Cedarville’s theatre program has modernized Shakespeare’s comedic love story, “The Taming of the Shrew.” It is showing Oct. 3-13.
Professor and show director Matt Moore has changed the setting from a city-state in Italy during the Italian Renaissance to Little Italy in the 1950s and added a singing group known as the “Shrew Crew” to help propel the story along.
“They (the Shrew Crew) are the ones who really help us feel the 1950s because of the music,” Moore said. “The six person group is great.”
“Most singers are strong performers. This group of six is very strong and poised,” Moore said of the Shrew Crew. “[They are] great singers, dancers and actors, a triple threat.”Two members of the Shrew Crew, senior Anna Zavodney and sophomore Robert Rhodes, are also members of the student a cappella singing group, The Inversions.
Moore himself had a chance to be in a version of “The Taming of the Shrew” this summer through the New Players Theater in Columbus.
“The best way to get to know a play is to be in it,” he said.
Moore said his experience acting in the play this summer challenged him to think about the play in different ways. He said it reminded him as the director what the actors go through.
The New Players Theater’s adaptation of “The Taming of the Shrew” was also set in the ‘50s.
“I have seen it set in the Elizabethan times, the Wild West, almost any decade,” Moore said.
Moore said there was a very hierarchical, male-dominated structure to male/female relationships in the ‘50s and to some degree in Elizabethan times. The play fits in both eras because of this take on gender roles.
Rhodes, a member of the Shrew Crew, said Shakespeare’s works are written in such a way they can be set in different time periods, allowing the audience to reimagine roles in different ways with characters and props.
Rhodes said that Moore is an absolute genius and gets to put his own stamp on the play by having it set in a different decade.
Zavodney said the change in the time period does not change the storyline.
“How they portray it, it is easy to pay attention to and easy to understand,” Zavodney said.
Moore said to make sure the theatre students are well-rounded, Cedarville’s theatre program does a Shakespeare play every four years.
“I love the flexibility Shakespeare provides,” Moore said. “It works in so many settings.

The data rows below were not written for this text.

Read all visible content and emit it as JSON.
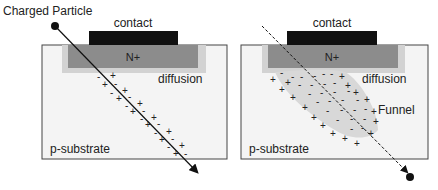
{
  "left_panel": {
    "particle_label": "Charged Particle",
    "contact_label": "contact",
    "nplus_label": "N+",
    "diffusion_label": "diffusion",
    "substrate_label": "p-substrate"
  },
  "right_panel": {
    "contact_label": "contact",
    "nplus_label": "N+",
    "diffusion_label": "diffusion",
    "funnel_label": "Funnel",
    "substrate_label": "p-substrate"
  },
  "colors": {
    "contact": "#111111",
    "nplus": "#8c8c8c",
    "diffusion": "#cfcfcf",
    "substrate": "#f4f4f4",
    "funnel": "#dcdcdc",
    "border": "#444444"
  }
}
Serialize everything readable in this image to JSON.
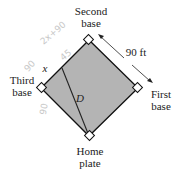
{
  "diagram": {
    "labels": {
      "second_base": [
        "Second",
        "base"
      ],
      "third_base": [
        "Third",
        "base"
      ],
      "first_base": [
        "First",
        "base"
      ],
      "home_plate": [
        "Home",
        "plate"
      ],
      "side_length": "90 ft",
      "segment_x": "x",
      "diagonal_d": "D"
    },
    "handwritten": {
      "top_left": "2x+90",
      "near_x": "45",
      "left_side": "90",
      "bottom_left": "90"
    },
    "colors": {
      "field": "#b4b4b4",
      "outline": "#111111"
    }
  }
}
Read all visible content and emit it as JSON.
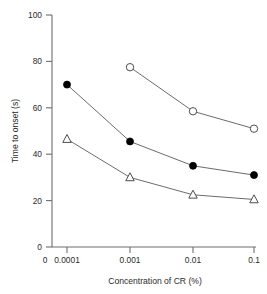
{
  "chart_data": {
    "type": "line",
    "title": "",
    "subtitle": "",
    "xlabel": "Concentration of CR (%)",
    "ylabel": "Time to onset (s)",
    "x_categories": [
      "0",
      "0.0001",
      "0.001",
      "0.01",
      "0.1"
    ],
    "x_tick_labels": [
      "0",
      "0.0001",
      "0.001",
      "0.01",
      "0.1"
    ],
    "y_tick_labels": [
      "0",
      "20",
      "40",
      "60",
      "80",
      "100"
    ],
    "y_ticks": [
      0,
      20,
      40,
      60,
      80,
      100
    ],
    "ylim": [
      0,
      100
    ],
    "grid": false,
    "legend": "none",
    "legend_position": "none",
    "series": [
      {
        "name": "open-circle-series",
        "marker": "open-circle",
        "x": [
          "0.001",
          "0.01",
          "0.1"
        ],
        "values": [
          77.5,
          58.5,
          51.0
        ]
      },
      {
        "name": "filled-circle-series",
        "marker": "filled-circle",
        "x": [
          "0.0001",
          "0.001",
          "0.01",
          "0.1"
        ],
        "values": [
          70.0,
          45.5,
          35.0,
          31.0
        ]
      },
      {
        "name": "open-triangle-series",
        "marker": "open-triangle",
        "x": [
          "0.0001",
          "0.001",
          "0.01",
          "0.1"
        ],
        "values": [
          46.5,
          30.0,
          22.5,
          20.5
        ]
      }
    ]
  },
  "axes": {
    "y_label_text": "Time to onset (s)",
    "x_label_text": "Concentration of CR (%)",
    "y0": "0",
    "y20": "20",
    "y40": "40",
    "y60": "60",
    "y80": "80",
    "y100": "100",
    "x0": "0",
    "x1": "0.0001",
    "x2": "0.001",
    "x3": "0.01",
    "x4": "0.1"
  },
  "colors": {
    "axis": "#6e6e6e",
    "text": "#2b2b2b",
    "line": "#5a5a5a",
    "filled_marker": "#000000",
    "open_marker_fill": "#ffffff",
    "open_marker_stroke": "#3a3a3a",
    "background": "#ffffff"
  }
}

It is both exciting and terrifying to know that the play could be anything.”
Moore chose to change the decade of the play to modernize it for the audience.
“I love for audiences to closely relate to Shakespeare plays,” he said, “and setting it in modern times helps the audiences do that. They relate better to the costumes.”
Moore has incorporated the setting of Little Italy and American icons into the play with the firm belief that they work well together.
“It allowed me to use American music and icons, like the Hershey bar, teddy bear, root beer floats,” Moore said.
The changes in setting and time period aren’t the only changes made to help the audience identify with the play. Zavodney, the musical director of the Shrew Crew, said that while the music is not necessarily from the ‘50s, they are performing songs by Elvis, Frank Sinatra and other groups, with the songs arranged to the style of ‘50s music.
For Rhodes and Zavodney, the change in music allows them as actors to show another side of their talent. Singing and acting in a play differs from singing in an a capella group, such as The Inversions.
“They have different styles of arrangement,” Rhodes said. “Inversions is very current, what’s here, what’s now. The Inversions have a beatboxer.”
Though the two experiences are very different, both require practice time. The musicians have had to balance practice twice a week for the play and twice a week for The Inversions.
“You learn to multitask,” Rhodes said. “Someone told me you make time for the things you love, and this is what I love.”
Kathryn Sill is a sophomore journalism major and a reporter for Cedars. She loves running, dogs and eating food.